“Blow ‘Coffee up,’” he repeated, pointing to my side.
I glanced down at my hip. There was a battered bugle hanging from a cord over my shoulder. I was more bewildered than ever, but I unslung the instrument and we examined it. It was a bugle of the Potsdam Guards and there were thirteen bullet holes in it.
Jock would not believe that I did not know how I came by the thing, and you may find it difficult, too, to accept my statement, but it is a fact. I do not know how I got it. The period of the charge is a slice of my life which is completely gone from my memory. I do not know what sights I saw nor what sounds I heard.
On our first Sunday in this position, the German artillery became quiet about ten o’clock, and, about half an hour later, we heard strains of music from beyond the slightly risen ground on Fritz’s lines. They were holding a Sunday service. But as soon as it was over, we were greeted with a couple of hundred shells from their artillery, so we came to the conclusion that the sermon must have been rotten.
The weather conditions here were so bad that a number of our fellows were sent to the base hospital with frost-bite, or what is known now as “trench feet.” They suffered excruciating pain. I saw one fellow who had to have his shoe cut off; the foot swelled up instantly to very great size and was almost entirely black.
As a supposed protection against the conditions which had caused so many cases of “trench feet” some bureau expert over in England had a supply of rubber boots forwarded to us. I have seen many things which were useless supplied to soldiers but never anything to equal these boots. They were so loose and clumsy that they materially interfered with the action of walking and they were just of a height to be entirely submerged in the trench mud, leaving the wearer with an individual and separate bucketful of the stuff to lift with each foot. I heard many a pair wished on the Kaiser’s feet. Big ladles with long handles also were distributed among us to be used in scraping out the water from the trenches, and each of us took our turn in acting as “chef,” that is, ladling the water out behind the trench wall. Occasionally where a fellow, slow in throwing it over, would hold the ladle up a few seconds too long—ping!—a bullet would go through it. If we wanted to sit down the only thing we could do was to place our packs and equipment on the fire-step and sit on them.
Our position was somewhat lower than that of the Germans, as they occupied a sort of ridge. For days and nights at a time we did nothing but wait, with an occasional raiding party or artillery encounter, with now and again a heavy bombardment, to break the tedium.
We were sitting around in the mud one day when, all of a sudden, a heavy rifle and machine-gun fire swept along our trench. Then we heard a dull muffled roar as if some tremendous weight, padded heavily with bales of cotton, had fallen a great height. That is the only way I can describe the sound. Instantly, I wondered what had happened. I do not suppose it was a second later before I knew, but it seemed as if it were a full minute. The earth seemed to rock. There was a swashing, hissing noise. Mud, water, and stones poured down all around us. Muddy water cascaded into our trench. Clambering out of it and through a storm of bullets, we made for our reserve trench. Many of our men fell in the act of fleeing for shelter. This was the result of the Germans having dammed up their own trench which was filled with water, and dug tunnels in our direction as far as they possibly could without our being aware of it. They opened the dams just after commencing the firing. Their intention was to catch with the fire those that escaped drowning, and thus annihilate us, so that they could break through our lines at this point. No doubt it was a clever ruse, but—it did not work.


Instructions for the task:
Your answer must be the lines from the one containing "This screenshot has" through the last line below, copied exactly, with no pictures.

━━ Records shown ━━

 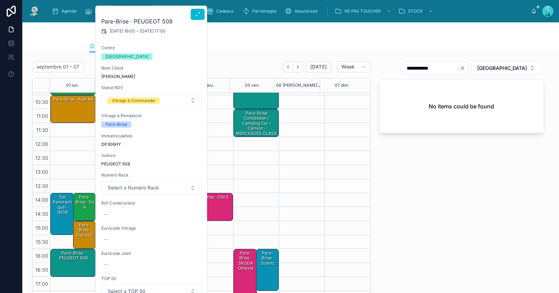 What do you see at coordinates (152, 144) in the screenshot?
I see `span: DP306HY` at bounding box center [152, 144].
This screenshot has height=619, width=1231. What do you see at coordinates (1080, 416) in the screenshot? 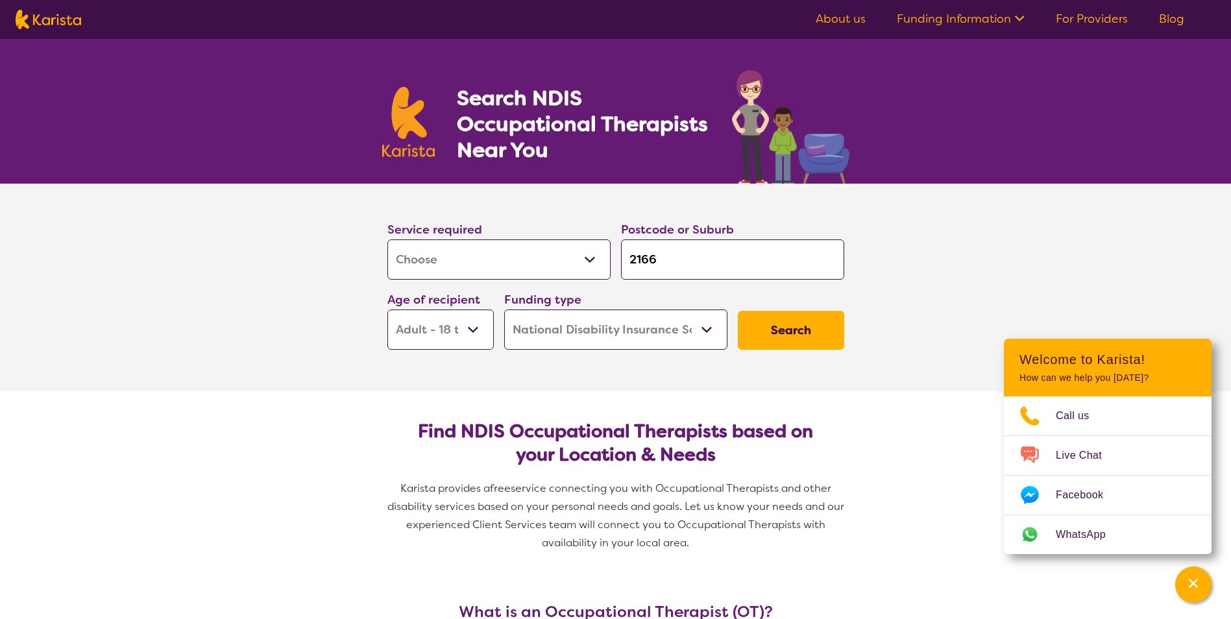
I see `span: Call us` at bounding box center [1080, 416].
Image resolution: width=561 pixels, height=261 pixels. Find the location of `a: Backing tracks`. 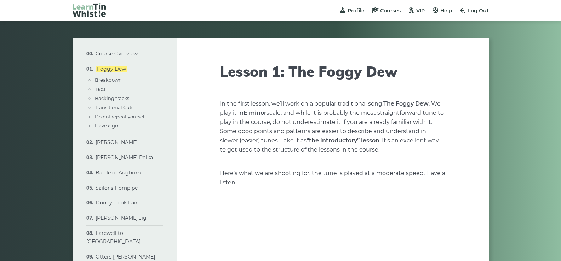

a: Backing tracks is located at coordinates (112, 98).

━━━

Solution:
This screenshot has height=619, width=1231. What do you see at coordinates (1080, 416) in the screenshot? 
I see `span: Call us` at bounding box center [1080, 416].
Image resolution: width=561 pixels, height=261 pixels. Find the location of `a: Backing tracks`. 

a: Backing tracks is located at coordinates (112, 98).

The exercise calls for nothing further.